Vaporlock Nation

Published by Julia Volkovah under on 7:22 AM

Did anyone notice on Thursday during the President's speech that Michelle Obama was not standing in her usual spot in the First Lady's box? Who was standing there? Tax cheat and GE CEO Jeffrey Immeldt, Obama's job czar. And, to his left, three other corporate leaders. That is a very telling visual and sums up just about everything that is wrong with this pro-corporate administration.

Think of the American economy this way: It's like a car with a dead battery and vapor lock in the fuel line. You can flush out the fuel line, sure, but the dead battery still prevents the starter motor from turning over the engine. Both problems have to be fixed before internal combustion can take place. Yet it seems the only people who have a serious clue how to break out of this stasis is Joe Lunchpail.

Understandably, business executives are skeptical of the President's nearly $450 billion plan for job creation. One pharmaceutical company in Lexington, Massachusetts said that even if the president's corporate tax rollback put $150,000 in their pockets, it still wouldn't be enough to make them consider hiring even one employee. What they're essentially saying is, "Like the bailout, we'd be glad to pay less taxes, Mr. President. But we're still not hiring no matter how much you put in our pockets."

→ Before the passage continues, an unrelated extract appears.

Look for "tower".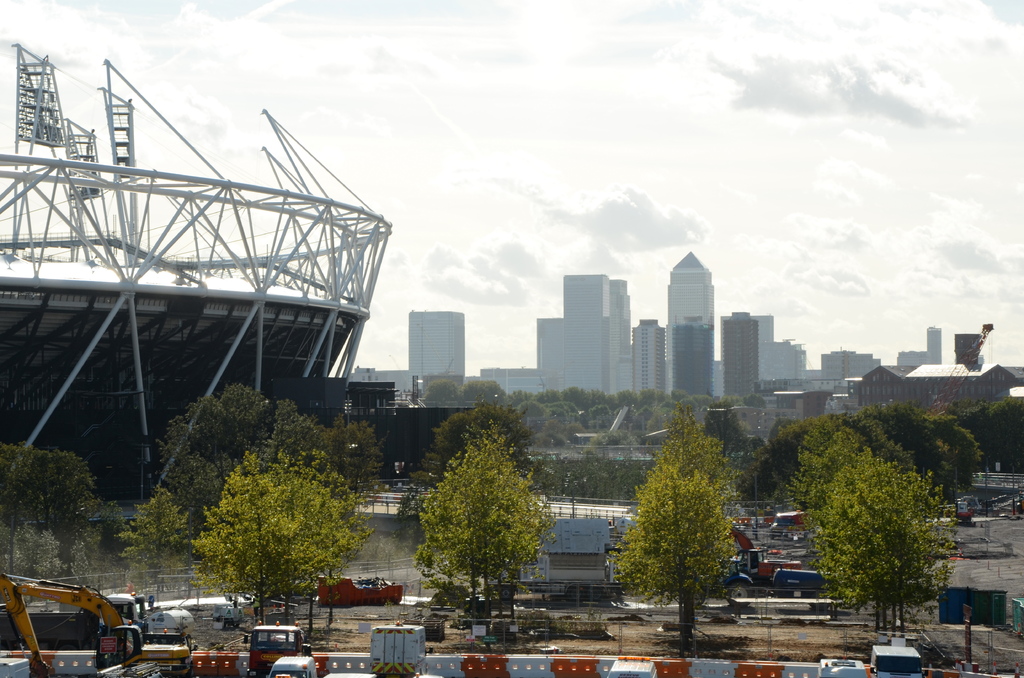
Found: [x1=399, y1=302, x2=472, y2=405].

And for progressives like me, the Obama jobs plan is nothing more than a thinly-veiled corporate bailout on a smaller scale that would cram money in the pockets of multi million and billion dollar corporations like Dollar Tree, Starbucks and McDonald's. Executives of companies such as these are saying, ludicrously, that the economy's to blame for their not hiring workers and they're sitting on their fat asses waiting for a deux a machina.

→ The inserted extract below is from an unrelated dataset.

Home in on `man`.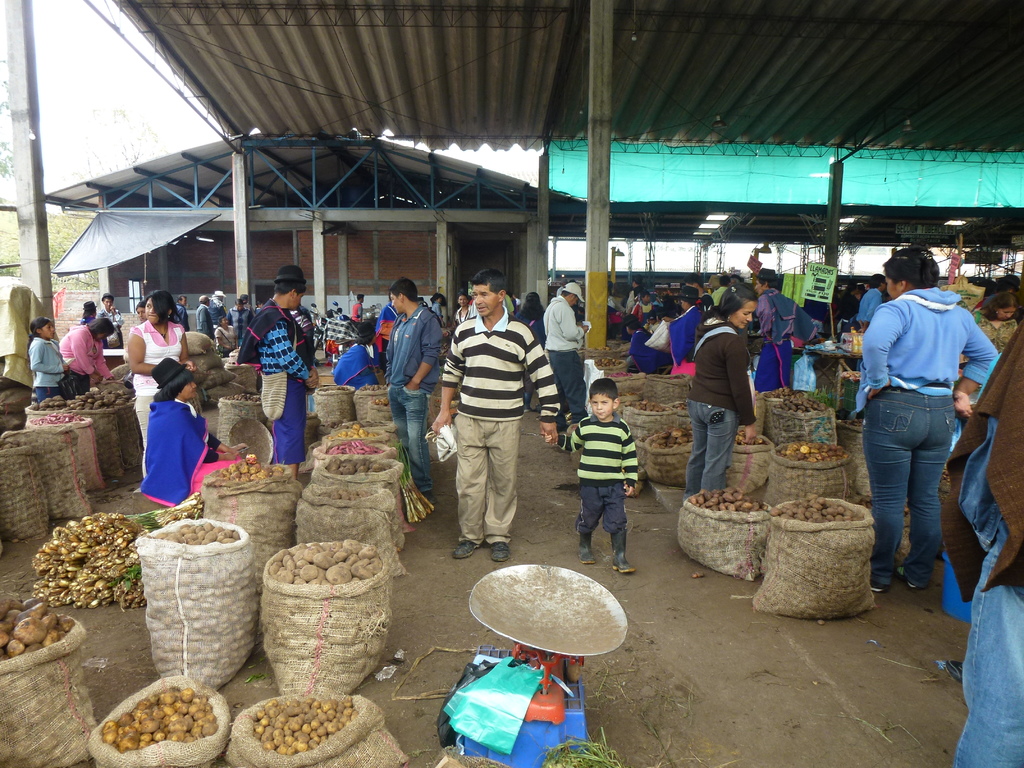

Gee, whatever happened to the "jobless recovery" or does that apply only to Wall Street?

The reason for the hiring freeze in this country has nothing to do with the economy. Even rapacious sociopaths like corporate executives know damned good and well that you cannot raise consumer confidence and demand for goods and services until people start working again. We could have 100,000 Warren Buffetts each pumping $5 billion into Bank of America and other banks and corporations but it would still not create a single job.

No, folks, the real reason why companies and corporations aren't hiring is obvious: When the job market started drying up in late 2008, they realized how wonderful it was to have 50 people to do the job of 75 or 100.

And with unemployment permanently at the 9% mark or higher, who's going to complain about having to do extra for the same rate of pay?

Maddeningly, small businesses got left out in the Obama plan because small businesses only account for nearly two thirds of all new jobs created over the last 15 years and account for nearly half the American payroll. The corporate tax rollback proposed by Obama would result in middling savings for the average small business owner and would, understandably, not be enough of an incentive to induce them to hire over the long term.

Corporations such as McDonald's, on the other hand, because they have a much larger and wider tax base, would see the biggest tax savings but if you were to ask their executive board if the extra millions a year in tax cuts would spur them to create any additional minimum wage jobs at minimal to no benefits, they'd probably laugh in your face.

If Congress adopts Obama's job plan, the half trillion would disappear just as fast as the bailout money had. It would be, to use former Labor Secretary Robert Reich's metaphor about contractor money in war zones, exactly like pouring thousands of gallons of water onto the desert sand. It would vanish, leaving not the slightest trace of that half trillion.

$50 billion, or less than 1/9 of that money, would be used to create jobs through infrastructure rebuilding, which is great if you have construction experience and happen to live in a state where the work is taking place. But, as with that pharmaceutical company in Lexington, a lot of private contractors who'd get that $50 billion would tell you with a straight face that $50 billion just doesn't create all that many jobs, any more.

I'm not being brilliantly insightful here. Many other minds, better and more pragmatic minds than mine, have been saying for years that the only real way out of this mess is for employers to actually start hiring again. People can only spend money they have.

We're vapor-locked and greed through job consolidation and an orgy of outsourcing, openly championed by the US Chamber of Commerce, are the reasons why so many people are unemployed. The Obama administration and Congress could completely empty out the Treasury and the Fed and pour the rest into Wall Street and it still will not result in a single job being created. Executives keep playing chicken with the economy as if disaster will suddenly flinch at the last moment and they'll keep driving us to that cliff's edge.

And the goose that laid the golden egg, the poor and middle class, will eventually have the final say when they can no longer buy goods and services and begin rioting in the streets.